For the moment, I just want to say that I’m pissed, not with anyone or anything in particular, but just generally. Maybe it’s because my experience with the chemo meds doesn’t quite line up with my expectations based on what is in the documentation we receive with the chemo meds. When we start taking chemo meds, there is a very ritualistic thing that happens (rivalling ceremonial status) when we go to the hospital and are given lots of sheets of information on the meds. The information sheets are, in my estimation, designed to include as many warnings about side effects as possible without scaring people so badly they just refuse to take meds at all. That does happen.
The thing is that cancer is such an idiosyncratic set of two hundred or so diseases that one person may get diarrhea from the meds while another person may get constipation from the same meds. Invariably, the information sheets include all the usual suspects: diarrhea, constipation, peripheral neuropathy, hair loss, sterility (cyclophosphamide), headache, dry mouth, weight loss, and loss of appetite. A person may also get lower back pain, swelling of feet or lower legs, painful urination, anemia along with tiredness or weakness, shortness of breath and skin rash or itching. I’m getting most of these except the diarrhea and the lower extremity swelling. Another thing is that I haven’t had a normal feeling of hunger since I’ve been on the meds. Carolyn asks me if I’m hungry. I don’t know how to answer that question. It’s frustrating. This morning, though, I had a sensation reminiscent of hunger. Hence the title of this post. That was okay.
It would be nice to be told early on that you won’t have a normal poo or pee while on the meds and even for some time afterwards, that the itching isn’t just normal itching relieved by a bit of a scratch. No, the itching I’m experiencing is deep, almost impervious to scratching. My skin is changing. There was no warning about that. It’s getting coarser but no less oily. My back has been bugging me for decades. The chemo meds may be making the pain in that area worse, but I don’t know. My feet are always cold and I can hardly feel my soles. Again, that was happening before my diagnosis, so I don’t know if and what’s going on there, but I have my suspicions.
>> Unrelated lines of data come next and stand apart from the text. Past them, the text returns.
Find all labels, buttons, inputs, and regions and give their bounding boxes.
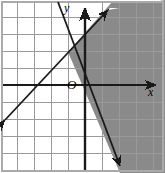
y-axis-label: y <box>64 2 69 14</box>
x-axis-label: x <box>148 86 153 98</box>
coordinate-plane-svg <box>0 0 165 173</box>
origin-label: O <box>67 78 76 91</box>
graph-figure: y x O <box>0 0 165 173</box>
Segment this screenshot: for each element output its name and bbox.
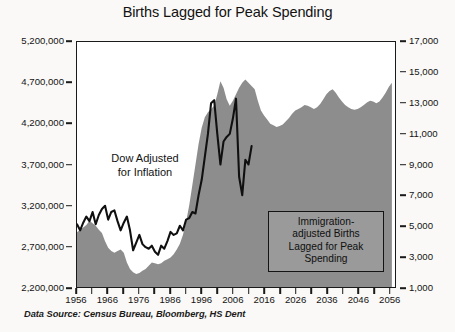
right-axis-tick-mark [400, 195, 406, 197]
x-axis-tick-label: 1966 [97, 295, 118, 305]
x-axis-tick-label: 1976 [128, 295, 149, 305]
right-axis-tick-mark [400, 133, 406, 135]
annotation-births-line-1: Immigration- [272, 216, 380, 228]
right-axis-tick-mark [400, 256, 406, 258]
left-axis-tick-label: 4,700,000 [21, 77, 64, 87]
right-axis-tick-mark [400, 71, 406, 73]
left-axis-tick-mark [66, 205, 72, 207]
right-axis-tick-label: 9,000 [409, 160, 433, 170]
x-axis-tick-label: 1996 [191, 295, 212, 305]
left-axis-tick-mark [66, 287, 72, 289]
x-axis-tick-mark [185, 288, 187, 294]
right-axis-tick-mark [400, 225, 406, 227]
right-axis-tick-label: 1,000 [409, 283, 433, 293]
left-axis-tick-mark [66, 123, 72, 125]
x-axis-tick-label: 2036 [316, 295, 337, 305]
annotation-dow-line-2: for Inflation [86, 165, 204, 179]
right-axis-tick-label: 5,000 [409, 221, 433, 231]
x-axis-tick-mark [154, 288, 156, 294]
left-axis-tick-label: 4,200,000 [21, 119, 64, 129]
annotation-immigration-adjusted-births: Immigration- adjusted Births Lagged for … [268, 211, 384, 272]
x-axis-tick-mark [279, 288, 281, 294]
x-axis-tick-label: 2056 [379, 295, 400, 305]
annotation-births-line-2: adjusted Births [272, 228, 380, 240]
right-axis-tick-mark [400, 102, 406, 104]
source-note: Data Source: Census Bureau, Bloomberg, H… [24, 309, 245, 319]
page-title: Births Lagged for Peak Spending [0, 4, 455, 20]
left-axis-tick-label: 5,200,000 [21, 36, 64, 46]
left-axis-tick-mark [66, 246, 72, 248]
right-axis-tick-label: 3,000 [409, 252, 433, 262]
right-axis-tick-label: 17,000 [409, 36, 438, 46]
annotation-births-line-3: Lagged for Peak [272, 241, 380, 253]
left-axis-tick-label: 2,700,000 [21, 242, 64, 252]
x-axis-tick-label: 2046 [348, 295, 369, 305]
x-axis-tick-label: 2016 [254, 295, 275, 305]
x-axis-labels: 1956196619761986199620062016202620362046… [0, 295, 455, 309]
left-axis-tick-label: 2,200,000 [21, 283, 64, 293]
x-axis-tick-mark [310, 288, 312, 294]
right-axis-tick-label: 13,000 [409, 98, 438, 108]
left-y-axis: 2,200,0002,700,0003,200,0003,700,0004,20… [0, 41, 72, 288]
x-axis-tick-label: 2026 [285, 295, 306, 305]
right-axis-tick-mark [400, 40, 406, 42]
right-axis-tick-label: 15,000 [409, 67, 438, 77]
chart-figure: Births Lagged for Peak Spending 2,200,00… [0, 0, 455, 332]
x-axis-tick-mark [91, 288, 93, 294]
annotation-dow-line-1: Dow Adjusted [86, 151, 204, 165]
annotation-births-line-4: Spending [272, 253, 380, 265]
right-axis-tick-label: 7,000 [409, 191, 433, 201]
right-axis-tick-mark [400, 287, 406, 289]
x-axis-tick-label: 2006 [222, 295, 243, 305]
right-axis-tick-label: 11,000 [409, 129, 438, 139]
left-axis-tick-mark [66, 81, 72, 83]
x-axis-tick-label: 1956 [65, 295, 86, 305]
left-axis-tick-mark [66, 164, 72, 166]
left-axis-tick-label: 3,700,000 [21, 160, 64, 170]
right-y-axis: 1,0003,0005,0007,0009,00011,00013,00015,… [400, 41, 455, 288]
left-axis-tick-mark [66, 40, 72, 42]
x-axis-tick-mark [342, 288, 344, 294]
x-axis-tick-label: 1986 [159, 295, 180, 305]
left-axis-tick-label: 3,200,000 [21, 201, 64, 211]
right-axis-tick-mark [400, 164, 406, 166]
x-axis-tick-mark [122, 288, 124, 294]
x-axis-tick-mark [216, 288, 218, 294]
x-axis-tick-mark [248, 288, 250, 294]
annotation-dow-adjusted-for-inflation: Dow Adjusted for Inflation [86, 151, 204, 179]
x-axis-tick-mark [373, 288, 375, 294]
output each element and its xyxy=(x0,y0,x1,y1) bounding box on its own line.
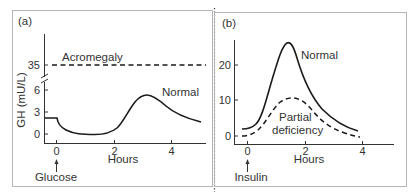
partial-label-line1: Partial xyxy=(279,111,312,123)
y-tick-label: 35 xyxy=(28,59,40,71)
arrow-head-icon xyxy=(55,159,59,164)
glucose-label: Glucose xyxy=(35,171,77,183)
normal-label-b: Normal xyxy=(301,49,338,61)
panel-b: (b) 20 10 0 0 2 4 Hours Insulin Normal P… xyxy=(215,13,407,187)
panel-b-label: (b) xyxy=(222,17,236,29)
x-tick-label: 4 xyxy=(359,145,365,157)
partial-label-line2: deficiency xyxy=(272,124,323,136)
y-tick-label: 10 xyxy=(219,94,231,106)
y-axis-label: GH (mU/L) xyxy=(15,72,27,128)
x-tick-label: 0 xyxy=(244,145,250,157)
normal-label-a: Normal xyxy=(162,86,199,98)
panel-a-label: (a) xyxy=(18,15,32,27)
acromegaly-label: Acromegaly xyxy=(62,51,123,63)
y-tick-label: 3 xyxy=(34,106,40,118)
y-tick-label: 0 xyxy=(225,130,231,142)
y-tick-label: 6 xyxy=(34,84,40,96)
y-tick-label: 20 xyxy=(219,59,231,71)
x-tick-label: 4 xyxy=(168,145,174,157)
x-axis-label: Hours xyxy=(294,153,325,165)
normal-curve-a xyxy=(45,95,201,135)
x-tick-label: 0 xyxy=(53,145,59,157)
insulin-label: Insulin xyxy=(234,171,267,183)
figure: (a) 35 6 3 0 GH (mU/L) 0 2 4 Hours Gluco… xyxy=(0,0,413,196)
x-axis-label: Hours xyxy=(108,153,139,165)
arrow-head-icon xyxy=(246,159,250,164)
panel-a: (a) 35 6 3 0 GH (mU/L) 0 2 4 Hours Gluco… xyxy=(13,11,213,187)
y-tick-label: 0 xyxy=(34,128,40,140)
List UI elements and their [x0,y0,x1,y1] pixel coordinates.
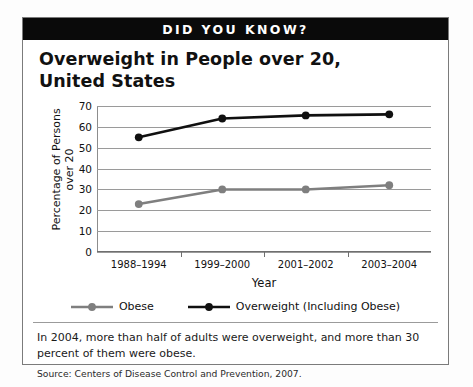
divider [33,322,438,323]
chart-area: Percentage of Persons over 20 0102030405… [35,98,437,290]
chart-legend: ObeseOverweight (Including Obese) [23,300,448,313]
chart-y-tick-label: 40 [79,163,92,175]
chart-x-axis-label: Year [97,276,431,290]
caption-text: In 2004, more than half of adults were o… [37,330,434,362]
page-title-line-2: United States [39,70,429,92]
legend-item: Obese [71,300,154,313]
chart-series-layer [97,106,431,252]
chart-line-obese [139,185,390,204]
legend-label: Overweight (Including Obese) [236,300,400,313]
chart-x-tick-mark [348,252,349,257]
chart-x-tick-label: 1988–1994 [111,259,167,270]
page-root: DID YOU KNOW? Overweight in People over … [0,0,473,387]
chart-y-axis-label-text: Percentage of Persons over 20 [50,108,76,230]
legend-marker-icon [188,301,230,313]
chart-y-tick-label: 20 [79,204,92,216]
chart-data-point [218,186,226,194]
chart-y-tick-label: 70 [79,100,92,112]
legend-item: Overweight (Including Obese) [188,300,400,313]
chart-x-tick-mark [264,252,265,257]
chart-data-point [218,115,226,123]
chart-x-tick-label: 2001–2002 [278,259,334,270]
chart-y-tick-label: 10 [79,225,92,237]
chart-y-tick-label: 60 [79,121,92,133]
chart-y-axis-label: Percentage of Persons over 20 [50,99,77,239]
chart-x-tick-label: 2003–2004 [361,259,417,270]
chart-data-point [385,110,393,118]
chart-line-overweight-including-obese [139,114,390,137]
chart-y-tick-label: 0 [85,246,92,258]
chart-y-tick-label: 30 [79,183,92,195]
page-title-line-1: Overweight in People over 20, [39,48,429,70]
chart-y-tick-label: 50 [79,142,92,154]
source-text: Source: Centers of Disease Control and P… [37,368,434,379]
chart-x-axis-label-text: Year [252,276,276,290]
chart-x-tick-label: 1999–2000 [194,259,250,270]
chart-data-point [135,200,143,208]
chart-x-tick-mark [181,252,182,257]
did-you-know-banner: DID YOU KNOW? [23,18,448,40]
legend-label: Obese [119,300,154,313]
chart-data-point [302,186,310,194]
chart-data-point [385,181,393,189]
chart-plot-area: 0102030405060701988–19941999–20002001–20… [97,106,431,252]
page-title: Overweight in People over 20, United Sta… [39,48,429,93]
chart-data-point [302,111,310,119]
chart-data-point [135,133,143,141]
did-you-know-card: DID YOU KNOW? Overweight in People over … [22,17,449,365]
legend-marker-icon [71,301,113,313]
banner-label: DID YOU KNOW? [162,22,309,37]
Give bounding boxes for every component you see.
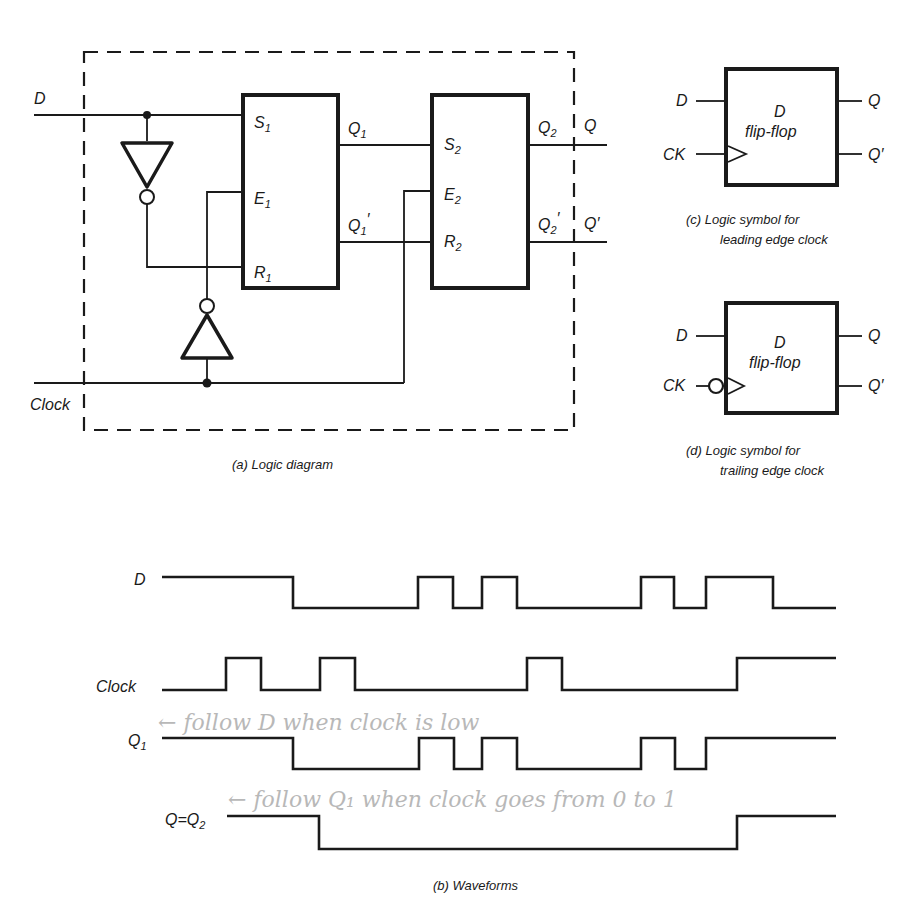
label-q1-prime: Q1′	[348, 211, 371, 237]
symbol-trailing-edge: D flip-flop D CK Q Q′ (d) Logic symbol f…	[663, 303, 884, 478]
waveform-clock	[162, 658, 836, 690]
pin-qn-label: Q′	[868, 146, 884, 163]
waveform-q1	[162, 738, 836, 769]
waveform-d	[162, 577, 836, 608]
pin-ck-label: CK	[663, 146, 687, 163]
caption-logic-diagram: (a) Logic diagram	[232, 457, 333, 472]
negation-bubble-icon	[709, 379, 723, 393]
waveform-q2	[227, 816, 836, 849]
dff-title: D	[774, 334, 786, 351]
caption-d-line1: (d) Logic symbol for	[686, 443, 801, 458]
label-q2-prime: Q2′	[538, 210, 561, 236]
dff-title: D	[774, 103, 786, 120]
caption-c-line2: leading edge clock	[720, 232, 829, 247]
caption-d-line2: trailing edge clock	[720, 463, 826, 478]
handwritten-note-q2: ← follow Q₁ when clock goes from 0 to 1	[228, 787, 677, 812]
wave-label-q1: Q1	[128, 732, 147, 752]
waveforms: D Clock Q1 Q=Q2 ← follow D when clock is…	[96, 571, 836, 893]
pin-ck-label: CK	[663, 377, 687, 394]
pin-d-label: D	[676, 92, 688, 109]
inverter-d-icon	[122, 143, 172, 187]
label-qn-external: Q′	[584, 215, 600, 232]
pin-q-label: Q	[868, 92, 880, 109]
inverter-bubble	[200, 299, 214, 313]
pin-qn-label: Q′	[868, 377, 884, 394]
input-d-label: D	[34, 90, 46, 107]
dff-subtitle: flip-flop	[749, 354, 801, 371]
input-clock-label: Clock	[30, 396, 71, 413]
wave-label-d: D	[134, 571, 146, 588]
wire-inv-to-r1	[147, 204, 243, 267]
label-q-external: Q	[584, 117, 596, 134]
label-q1: Q1	[348, 120, 367, 140]
wave-label-q2: Q=Q2	[165, 811, 205, 831]
symbol-leading-edge: D flip-flop D CK Q Q′ (c) Logic symbol f…	[663, 69, 884, 247]
dff-subtitle: flip-flop	[745, 123, 797, 140]
caption-c-line1: (c) Logic symbol for	[686, 212, 800, 227]
wave-label-clock: Clock	[96, 678, 137, 695]
pin-q-label: Q	[868, 327, 880, 344]
logic-diagram: D Clock S1 E1 R1 Q1 Q1′ S2 E2 R2	[30, 52, 607, 472]
wire-inv-to-e1	[207, 192, 243, 299]
inverter-bubble	[140, 190, 154, 204]
handwritten-note-q1: ← follow D when clock is low	[158, 710, 480, 735]
flip-flop-figure: D Clock S1 E1 R1 Q1 Q1′ S2 E2 R2	[0, 0, 912, 904]
inverter-clock-icon	[182, 315, 232, 358]
caption-waveforms: (b) Waveforms	[433, 878, 518, 893]
pin-d-label: D	[676, 327, 688, 344]
label-q2: Q2	[538, 119, 557, 139]
wire-clock-to-e2	[404, 191, 432, 383]
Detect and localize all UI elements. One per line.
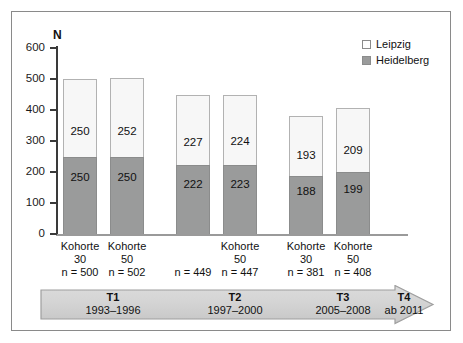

Thirty or more years ago, I was diagnosed with a B12 deficiency. B12 is critical for health and low counts of B12 in the blood can be deadly. I self-injected B12 for a long time then stopped because I didn’t think it was doing me any good. I felt no better injecting it. Then my count dropped to a very critical low. I started injecting again but it may be that the damage was already done. There is a connection between B12 deficiency, pernicious anemia, and multiple myeloma that we’ve been able to find in the scientific literature, but try to get anybody in the oncology community around here interested in that.* There’s no way. Our blood is highly complex as you might imagine so it should be logical to think that any compound that is crucial to our survival and is blood related would elicit curiosity and interest in the oncological and hematological communities. It may be that it is, but my experience is that B12 is not taken at all seriously by oncologists. It seems that oncologists have their well-worn, familiar roads to follow and deviating from those roads, that is, going off-road for a bit of a rip, does not seem to compute for them.** I’m thinking that based on my experience there just may be more to the B12/myeloma connection that first meets the eye and that it may be a fruitful area for more research. It’s probably not a coincidence that the symptoms of pernicious anemia and multiple myeloma are so similar, symptoms that I’ve been experiencing for decades.
- *To be fair, I haven’t conducted a survey or anything of the sort. My observations come from casual conversations with medical staff.
- **That’s definitely the message from Mukherjee’s book The Emperor of All Maladies.